Earlier this year, Walmart took its first baby steps away from starvation wages and implemented a higher minimum wage for its workers. The move seemed well-timed; the call for a national $15/hour minimum wage had just reached a fever pitch, and shows no signs of slowing down.
But the truth is that Walmart—owned by a family with more wealth than 42% of Americans combined—made this politically savvy move for a very different reason: business needs. As reported by Think Progress, Walmart finally realized that keeping its workers in poverty leads to high turnover and poor productivity, since much of their workforce had to hold down an extra job or two just to put food on the table.
And then we have Shell, which just this week made what appears to be a moral, socially responsible decision by putting an end to its exploratory drilling in the Arctic. Again, the move seems well-timed, with President Obama himself getting some flak for giving them the go-ahead in the first place, and with Hillary Clinton finally coming out against the Keystone XL pipeline.
Again, you’d be forgiven for mistaking Shell’s decision as a socially responsible one. But, as was the case with Walmart, this is simply a fluke of timing. Shell pulled out of the arctic not because it’s the right thing to do, but instead because they weren’t confident they could turn a profit. After all, experts will tell you that the oil industry’s 10 percent profit margin doesn’t leave a lot of breathing room.
But there was a time in American history when big business could be counted on to do the right thing simply because it’s, well, the right thing to do.
For example, we can circle back to the minimum wage and find that, more than 100 years ago, Henry Ford paid his factory workers a wage that would today be on par with the $15/hour currently being called for by economists and activists.
I’ll give you another example: my hometown of Johnson City, New York is even today still referred to as the “Home of the Square Deal.” George F. Johnson, who rose to the rank of co-owner of Endicott-Johnson shoes in the early 1900’s, coined the phrase to describe his brand of “welfare capitalism.” It involved various efforts to “uplift” the workers in his employ, and included E-J financed homes, profit-sharing programs, worker recreation facilities, medical facilities, libraries, parks, and much more. In short, George F. Johnson knew that his success was due only in part to his business acumen, and he know how to give back a portion of his success not just to his workers, but to the larger community.
So let’s contrast these enlightened worldviews with the garbage we have going on today, shall we?
We have a presidential frontrunner that’s not just open about buying and selling politicians, and fighting tooth-and-nail for a lower tax rate, but is boastful about such practices. And the public is, inexplicably, eating it up.
We have wildly successful companies, homegrown on American soil, who funnel their wealth into offshore bank accounts to cut down their tax rates dramatically—sometimes to the point where they approach zero.
And we have former CEOs who, coming off their failed stewardships of powerful tech companies, throw their hat into the presidential race and then stand in front of the nation to spout grisly and obvious lies about women’s health organizations, or to decry the federal government as a hive of corruption and villainy. And we’re letting them. I don’t know where the irony ends and the insanity begins.
Donald Trump is right about one thing: America was great once. But it was a greatness that we bought by holding big business accountable—for taking care of their workers, for maintaining civic responsibility, for paying a reasonable tax rate, and for being mindful about where their success truly comes from.
But these days, Americans live between the rock of aggressive business practices and the hard place of government regulatory intervention. It’s reached the point where big business, even as it decries the role the government plays in private enterprise, leaves Washington with little choice. Consumers now need to fight for every single scrap of dignity, including, if you can believe it, the right to terminate a contract over the Internet that was entered into over the Internet.
I stand with Bernie Sanders (and Spock) in recognizing that the needs of the many outweigh the needs of the few—particularly if “the few,” even after being made to pay their fair share of taxes, and hold up their end of this societal contract, will still own more wealth than most of us can even imagine. With 2016 upon us, remember to vote for the party that has your best interests at heart. You can be sure America’s billionaires will be doing the same.
Dan Wilhelm is a columnist for The Moderate Voice and Political People. Join him for discussions about progressive music and politics at New Music Friday, Utopian Daydreams, and on Medium.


## REQUIREMENT
Check each line of the entries for "will" and report the ones that have it.

## EXTRACTED INFORMATION
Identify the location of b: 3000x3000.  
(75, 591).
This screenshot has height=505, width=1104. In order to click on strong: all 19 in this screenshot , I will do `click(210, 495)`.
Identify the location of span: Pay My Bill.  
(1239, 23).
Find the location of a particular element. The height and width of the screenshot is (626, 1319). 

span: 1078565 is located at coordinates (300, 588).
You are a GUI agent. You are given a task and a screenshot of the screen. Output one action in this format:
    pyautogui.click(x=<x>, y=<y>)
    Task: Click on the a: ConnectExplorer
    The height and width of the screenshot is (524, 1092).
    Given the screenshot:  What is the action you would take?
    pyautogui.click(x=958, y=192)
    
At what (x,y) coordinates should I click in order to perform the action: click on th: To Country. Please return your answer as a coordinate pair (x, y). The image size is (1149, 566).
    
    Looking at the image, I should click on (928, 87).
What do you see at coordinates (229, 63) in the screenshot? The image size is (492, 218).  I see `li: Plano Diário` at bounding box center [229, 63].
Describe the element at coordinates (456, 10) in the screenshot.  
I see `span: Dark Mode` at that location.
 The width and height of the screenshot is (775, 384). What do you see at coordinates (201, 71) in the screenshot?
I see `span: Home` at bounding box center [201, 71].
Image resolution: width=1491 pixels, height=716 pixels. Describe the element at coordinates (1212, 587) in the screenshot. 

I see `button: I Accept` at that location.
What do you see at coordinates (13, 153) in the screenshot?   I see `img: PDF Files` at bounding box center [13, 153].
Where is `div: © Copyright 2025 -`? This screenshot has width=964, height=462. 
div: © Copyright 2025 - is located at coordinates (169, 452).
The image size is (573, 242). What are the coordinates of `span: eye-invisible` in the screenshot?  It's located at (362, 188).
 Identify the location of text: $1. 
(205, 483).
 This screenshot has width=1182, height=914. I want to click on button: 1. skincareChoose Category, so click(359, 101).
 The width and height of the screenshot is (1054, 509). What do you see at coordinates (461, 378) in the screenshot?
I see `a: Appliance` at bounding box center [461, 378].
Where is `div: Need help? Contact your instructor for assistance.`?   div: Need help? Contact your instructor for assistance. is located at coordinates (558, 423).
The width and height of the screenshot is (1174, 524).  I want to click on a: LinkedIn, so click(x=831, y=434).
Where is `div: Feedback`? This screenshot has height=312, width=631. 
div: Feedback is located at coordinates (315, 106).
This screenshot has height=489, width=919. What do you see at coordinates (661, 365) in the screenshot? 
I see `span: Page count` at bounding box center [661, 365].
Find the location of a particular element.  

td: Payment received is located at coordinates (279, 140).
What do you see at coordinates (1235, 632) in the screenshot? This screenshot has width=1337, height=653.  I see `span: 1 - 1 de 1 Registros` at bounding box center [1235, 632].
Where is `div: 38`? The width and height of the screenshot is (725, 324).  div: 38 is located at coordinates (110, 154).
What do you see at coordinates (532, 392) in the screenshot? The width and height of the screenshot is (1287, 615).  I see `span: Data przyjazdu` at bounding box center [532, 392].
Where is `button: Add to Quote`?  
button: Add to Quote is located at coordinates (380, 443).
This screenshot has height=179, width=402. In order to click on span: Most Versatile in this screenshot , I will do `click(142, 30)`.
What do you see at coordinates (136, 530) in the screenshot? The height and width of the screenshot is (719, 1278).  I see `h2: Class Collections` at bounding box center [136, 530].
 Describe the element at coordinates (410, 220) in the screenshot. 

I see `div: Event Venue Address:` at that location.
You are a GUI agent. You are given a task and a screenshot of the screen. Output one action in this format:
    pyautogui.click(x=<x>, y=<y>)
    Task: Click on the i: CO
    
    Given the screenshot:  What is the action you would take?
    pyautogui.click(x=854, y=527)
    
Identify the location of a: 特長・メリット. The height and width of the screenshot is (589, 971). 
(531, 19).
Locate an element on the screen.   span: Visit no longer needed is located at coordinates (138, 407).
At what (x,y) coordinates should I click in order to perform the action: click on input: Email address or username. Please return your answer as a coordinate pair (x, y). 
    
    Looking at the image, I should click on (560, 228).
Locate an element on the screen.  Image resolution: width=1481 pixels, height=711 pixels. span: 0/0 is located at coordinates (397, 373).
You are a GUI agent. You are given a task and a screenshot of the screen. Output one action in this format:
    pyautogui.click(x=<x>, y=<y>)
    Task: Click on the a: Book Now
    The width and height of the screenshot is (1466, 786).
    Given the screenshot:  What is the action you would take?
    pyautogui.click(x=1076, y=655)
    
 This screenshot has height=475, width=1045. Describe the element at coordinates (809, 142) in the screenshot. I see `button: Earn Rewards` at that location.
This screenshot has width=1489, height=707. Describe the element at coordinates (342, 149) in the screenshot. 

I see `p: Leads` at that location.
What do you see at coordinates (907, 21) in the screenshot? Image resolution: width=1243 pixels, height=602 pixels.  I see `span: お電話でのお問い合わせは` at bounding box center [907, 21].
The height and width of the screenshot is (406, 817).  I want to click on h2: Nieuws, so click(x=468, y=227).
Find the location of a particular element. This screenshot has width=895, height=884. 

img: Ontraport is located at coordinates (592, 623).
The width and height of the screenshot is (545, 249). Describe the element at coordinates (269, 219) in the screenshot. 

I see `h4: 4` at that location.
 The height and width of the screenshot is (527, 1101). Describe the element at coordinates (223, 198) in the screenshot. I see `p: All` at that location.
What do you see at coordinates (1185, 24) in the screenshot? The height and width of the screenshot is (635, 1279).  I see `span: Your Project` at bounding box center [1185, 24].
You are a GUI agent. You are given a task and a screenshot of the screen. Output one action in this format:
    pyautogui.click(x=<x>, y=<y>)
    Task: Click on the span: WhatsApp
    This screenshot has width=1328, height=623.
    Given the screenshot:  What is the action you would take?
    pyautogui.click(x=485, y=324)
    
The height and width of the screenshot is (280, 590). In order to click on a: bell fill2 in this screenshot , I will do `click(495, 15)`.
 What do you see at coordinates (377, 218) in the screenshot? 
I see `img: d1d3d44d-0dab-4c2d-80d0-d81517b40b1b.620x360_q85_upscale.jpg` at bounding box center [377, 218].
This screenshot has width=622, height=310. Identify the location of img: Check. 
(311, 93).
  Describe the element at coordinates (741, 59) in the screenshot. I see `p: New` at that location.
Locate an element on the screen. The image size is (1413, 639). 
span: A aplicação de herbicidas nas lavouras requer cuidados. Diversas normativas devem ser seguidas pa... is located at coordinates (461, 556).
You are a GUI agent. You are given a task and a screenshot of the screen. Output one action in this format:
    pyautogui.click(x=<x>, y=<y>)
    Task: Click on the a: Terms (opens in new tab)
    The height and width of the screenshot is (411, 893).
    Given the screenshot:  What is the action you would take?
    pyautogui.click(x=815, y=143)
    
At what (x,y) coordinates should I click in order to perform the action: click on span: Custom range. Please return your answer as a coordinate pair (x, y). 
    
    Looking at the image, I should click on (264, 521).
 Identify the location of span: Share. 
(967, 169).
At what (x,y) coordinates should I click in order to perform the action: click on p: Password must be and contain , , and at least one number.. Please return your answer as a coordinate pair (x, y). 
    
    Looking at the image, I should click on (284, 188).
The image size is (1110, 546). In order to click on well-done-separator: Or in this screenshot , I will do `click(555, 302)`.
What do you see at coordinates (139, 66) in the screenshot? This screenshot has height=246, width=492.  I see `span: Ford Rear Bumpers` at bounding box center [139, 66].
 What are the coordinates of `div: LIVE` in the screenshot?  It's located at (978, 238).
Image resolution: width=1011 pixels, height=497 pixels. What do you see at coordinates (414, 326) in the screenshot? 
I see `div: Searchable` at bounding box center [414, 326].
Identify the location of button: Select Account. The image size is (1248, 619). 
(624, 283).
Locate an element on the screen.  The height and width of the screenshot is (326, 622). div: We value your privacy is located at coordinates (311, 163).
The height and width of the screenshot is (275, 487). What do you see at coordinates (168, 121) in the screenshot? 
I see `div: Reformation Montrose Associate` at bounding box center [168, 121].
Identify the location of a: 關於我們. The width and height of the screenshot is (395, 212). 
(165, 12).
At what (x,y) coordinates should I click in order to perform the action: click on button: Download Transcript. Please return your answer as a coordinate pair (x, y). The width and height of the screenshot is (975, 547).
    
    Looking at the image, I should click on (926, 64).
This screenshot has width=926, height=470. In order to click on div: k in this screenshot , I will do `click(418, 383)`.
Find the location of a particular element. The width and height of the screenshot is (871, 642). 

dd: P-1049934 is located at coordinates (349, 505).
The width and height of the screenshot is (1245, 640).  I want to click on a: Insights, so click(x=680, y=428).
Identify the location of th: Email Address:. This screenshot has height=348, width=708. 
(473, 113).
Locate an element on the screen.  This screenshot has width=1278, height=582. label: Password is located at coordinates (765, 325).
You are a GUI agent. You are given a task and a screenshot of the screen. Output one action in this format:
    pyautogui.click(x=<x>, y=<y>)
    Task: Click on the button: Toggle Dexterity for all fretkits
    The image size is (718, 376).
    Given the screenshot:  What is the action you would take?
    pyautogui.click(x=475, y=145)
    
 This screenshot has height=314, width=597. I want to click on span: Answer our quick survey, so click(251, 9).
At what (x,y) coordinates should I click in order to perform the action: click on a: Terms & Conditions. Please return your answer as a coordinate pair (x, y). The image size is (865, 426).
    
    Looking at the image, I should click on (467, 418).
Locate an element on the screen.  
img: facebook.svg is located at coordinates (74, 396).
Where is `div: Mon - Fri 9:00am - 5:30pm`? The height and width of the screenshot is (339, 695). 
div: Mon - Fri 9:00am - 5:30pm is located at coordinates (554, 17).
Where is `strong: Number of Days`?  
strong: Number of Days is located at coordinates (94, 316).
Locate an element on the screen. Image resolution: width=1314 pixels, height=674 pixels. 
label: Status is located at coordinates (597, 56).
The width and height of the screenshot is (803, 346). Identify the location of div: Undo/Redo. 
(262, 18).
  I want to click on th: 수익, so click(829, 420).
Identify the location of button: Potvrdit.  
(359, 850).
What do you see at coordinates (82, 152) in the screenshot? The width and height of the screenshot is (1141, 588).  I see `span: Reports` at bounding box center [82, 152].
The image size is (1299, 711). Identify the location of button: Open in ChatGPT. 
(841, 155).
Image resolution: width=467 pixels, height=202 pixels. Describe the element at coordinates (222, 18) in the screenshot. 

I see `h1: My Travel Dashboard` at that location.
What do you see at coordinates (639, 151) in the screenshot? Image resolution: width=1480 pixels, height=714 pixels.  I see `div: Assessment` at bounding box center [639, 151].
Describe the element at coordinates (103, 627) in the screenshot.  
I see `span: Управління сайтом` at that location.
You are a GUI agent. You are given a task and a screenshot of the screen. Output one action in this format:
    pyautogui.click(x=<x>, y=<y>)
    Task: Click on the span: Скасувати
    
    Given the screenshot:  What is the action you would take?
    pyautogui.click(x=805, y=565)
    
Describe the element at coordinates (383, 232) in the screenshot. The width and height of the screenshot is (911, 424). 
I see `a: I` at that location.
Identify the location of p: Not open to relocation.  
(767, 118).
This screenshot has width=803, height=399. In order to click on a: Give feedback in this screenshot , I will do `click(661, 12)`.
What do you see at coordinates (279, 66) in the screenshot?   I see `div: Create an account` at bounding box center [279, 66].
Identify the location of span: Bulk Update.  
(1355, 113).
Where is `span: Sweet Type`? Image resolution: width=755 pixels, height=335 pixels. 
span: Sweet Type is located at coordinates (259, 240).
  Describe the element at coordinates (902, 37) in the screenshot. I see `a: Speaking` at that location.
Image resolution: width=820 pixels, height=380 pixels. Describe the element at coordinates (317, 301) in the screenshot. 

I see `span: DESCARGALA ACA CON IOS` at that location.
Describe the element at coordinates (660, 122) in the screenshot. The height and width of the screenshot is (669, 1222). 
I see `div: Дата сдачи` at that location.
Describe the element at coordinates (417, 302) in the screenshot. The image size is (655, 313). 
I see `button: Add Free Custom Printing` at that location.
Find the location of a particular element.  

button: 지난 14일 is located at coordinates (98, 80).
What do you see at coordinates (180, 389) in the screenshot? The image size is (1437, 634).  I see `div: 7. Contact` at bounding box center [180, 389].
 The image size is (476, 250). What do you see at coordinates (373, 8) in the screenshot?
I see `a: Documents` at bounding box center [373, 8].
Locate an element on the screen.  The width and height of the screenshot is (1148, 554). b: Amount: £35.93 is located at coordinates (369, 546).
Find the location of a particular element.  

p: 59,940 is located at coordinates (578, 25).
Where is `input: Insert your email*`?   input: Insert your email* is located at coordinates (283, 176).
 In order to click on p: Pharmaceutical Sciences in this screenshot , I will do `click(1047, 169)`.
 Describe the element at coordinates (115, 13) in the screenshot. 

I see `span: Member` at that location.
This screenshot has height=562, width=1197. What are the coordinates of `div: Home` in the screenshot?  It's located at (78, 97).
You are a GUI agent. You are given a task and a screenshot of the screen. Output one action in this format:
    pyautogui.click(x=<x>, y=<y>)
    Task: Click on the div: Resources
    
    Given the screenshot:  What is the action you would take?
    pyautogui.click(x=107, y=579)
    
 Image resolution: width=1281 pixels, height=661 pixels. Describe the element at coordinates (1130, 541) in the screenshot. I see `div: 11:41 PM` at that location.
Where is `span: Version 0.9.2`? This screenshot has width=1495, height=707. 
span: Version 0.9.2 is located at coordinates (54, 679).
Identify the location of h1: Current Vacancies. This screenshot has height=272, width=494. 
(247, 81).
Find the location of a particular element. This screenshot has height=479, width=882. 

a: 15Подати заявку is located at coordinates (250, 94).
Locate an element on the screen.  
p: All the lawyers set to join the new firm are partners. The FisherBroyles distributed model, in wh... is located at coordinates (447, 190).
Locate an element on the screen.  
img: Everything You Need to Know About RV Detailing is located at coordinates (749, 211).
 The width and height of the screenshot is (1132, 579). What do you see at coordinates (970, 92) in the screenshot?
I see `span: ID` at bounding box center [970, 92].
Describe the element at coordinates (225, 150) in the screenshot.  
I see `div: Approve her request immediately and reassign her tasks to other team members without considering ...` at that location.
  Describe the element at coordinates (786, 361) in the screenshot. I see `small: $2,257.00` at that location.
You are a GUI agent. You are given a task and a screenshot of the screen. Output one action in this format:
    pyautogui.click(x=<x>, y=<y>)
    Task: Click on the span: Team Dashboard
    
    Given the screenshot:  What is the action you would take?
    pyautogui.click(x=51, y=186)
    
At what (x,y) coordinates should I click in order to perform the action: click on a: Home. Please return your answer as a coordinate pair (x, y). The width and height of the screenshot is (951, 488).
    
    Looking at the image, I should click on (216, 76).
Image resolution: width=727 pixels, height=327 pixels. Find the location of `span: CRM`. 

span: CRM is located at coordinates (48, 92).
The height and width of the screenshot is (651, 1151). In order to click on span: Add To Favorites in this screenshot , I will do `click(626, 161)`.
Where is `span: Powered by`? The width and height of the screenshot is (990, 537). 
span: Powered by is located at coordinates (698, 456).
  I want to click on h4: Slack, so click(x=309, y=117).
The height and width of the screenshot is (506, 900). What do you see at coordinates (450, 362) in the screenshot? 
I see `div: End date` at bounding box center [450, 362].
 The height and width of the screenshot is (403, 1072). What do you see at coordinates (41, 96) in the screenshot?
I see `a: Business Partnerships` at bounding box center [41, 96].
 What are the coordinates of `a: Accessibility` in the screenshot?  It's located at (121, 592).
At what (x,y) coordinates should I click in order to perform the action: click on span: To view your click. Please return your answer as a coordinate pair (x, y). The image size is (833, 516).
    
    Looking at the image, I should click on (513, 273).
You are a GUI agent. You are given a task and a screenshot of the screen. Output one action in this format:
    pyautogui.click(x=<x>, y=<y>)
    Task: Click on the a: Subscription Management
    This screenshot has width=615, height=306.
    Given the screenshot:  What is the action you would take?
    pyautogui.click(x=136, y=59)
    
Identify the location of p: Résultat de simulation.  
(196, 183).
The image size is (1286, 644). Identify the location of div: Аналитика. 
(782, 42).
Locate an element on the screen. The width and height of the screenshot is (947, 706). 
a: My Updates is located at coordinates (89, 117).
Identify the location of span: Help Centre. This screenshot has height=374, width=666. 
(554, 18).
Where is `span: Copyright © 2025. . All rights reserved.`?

## SOLUTION TO THE PROBLEM
This screenshot has height=505, width=1104. In order to click on strong: all 19 in this screenshot , I will do `click(210, 495)`.
This screenshot has height=179, width=402. In order to click on span: Most Versatile in this screenshot , I will do `click(142, 30)`.
The height and width of the screenshot is (280, 590). In order to click on a: bell fill2 in this screenshot , I will do `click(495, 15)`.
The image size is (1110, 546). In order to click on well-done-separator: Or in this screenshot , I will do `click(555, 302)`.
This screenshot has width=926, height=470. In order to click on div: k in this screenshot , I will do `click(418, 383)`.
This screenshot has width=803, height=399. In order to click on a: Give feedback in this screenshot , I will do `click(661, 12)`.
 In order to click on p: Pharmaceutical Sciences in this screenshot , I will do `click(1047, 169)`.
The height and width of the screenshot is (651, 1151). In order to click on span: Add To Favorites in this screenshot , I will do `click(626, 161)`.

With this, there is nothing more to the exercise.